Ethan and Shamus secured lodgings in the town until such time as the ship would sail. Much trouble was experienced in shipping a crew. The seamen demanded advance money, and the commander was forced to pay it to them out of his own private funds, as Congress sent him none for the purpose. And indeed this was no new thing for this brave and generous officer to do, as Ethan subsequently discovered. The government was already in his debt to the amount of seven thousand dollars; and he had once fitted the brig Providence for sea, paying every copper of the expense.
It was in the month of October that the Ranger, everything being ready, finally dropped down the bay and squared away for France. Ethan and Longsword were provided with sleeping quarters with the younger officer of the ship and took their meals in the gun room. Mr. Simpson and Mr. Hall the first and second officers, were grumbling, discontented men, and before John Paul Jones was done with them they gave him much trouble. The third officer, Mr. Wallingford, was a pleasant, good humored young man with a fund of bright stories and much ability as a sailor.
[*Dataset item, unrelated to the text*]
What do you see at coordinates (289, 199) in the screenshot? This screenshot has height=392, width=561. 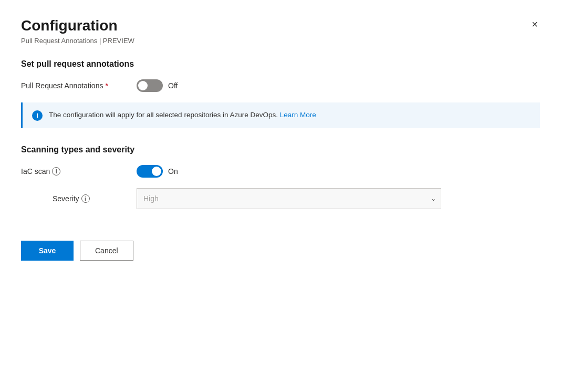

From the first, Simpson did all he could to annoy Ethan; he had undertaken to do the same for Longsword, but the first petty act of malice in this direction brought such a long, steady, menacing stare from that grim faced trooper that the thing was not repeated.
“Mr. Simpson seems not to like me,” said Ethan, on the second day out, to Mr. Wallingford.
“You are apparently a friend to Captain Jones,” said the third lieutenant. “And as a man with half an eye can see, he hates the captain like poison.”
“And why?”
“Just because he’s the skipper, I suppose,” said Wallingford, with a shrug. “Simpson is one of those men who hate all those who are placed over them. He got his rank by influence, and fancies that the command should have been given him.”
“I wouldn’t like to sail under him,” said Ethan.
“It is rather a good thing that you don’t belong to the ship,” agreed Wallingford. “He’d make life a burden for you, if you did.”
“And not belonging to the ship I have a right to resent insult even from the first lieutenant,” said Ethan Carlyle. “And if Mr. Simpson continues as he has he’ll find that I know how.”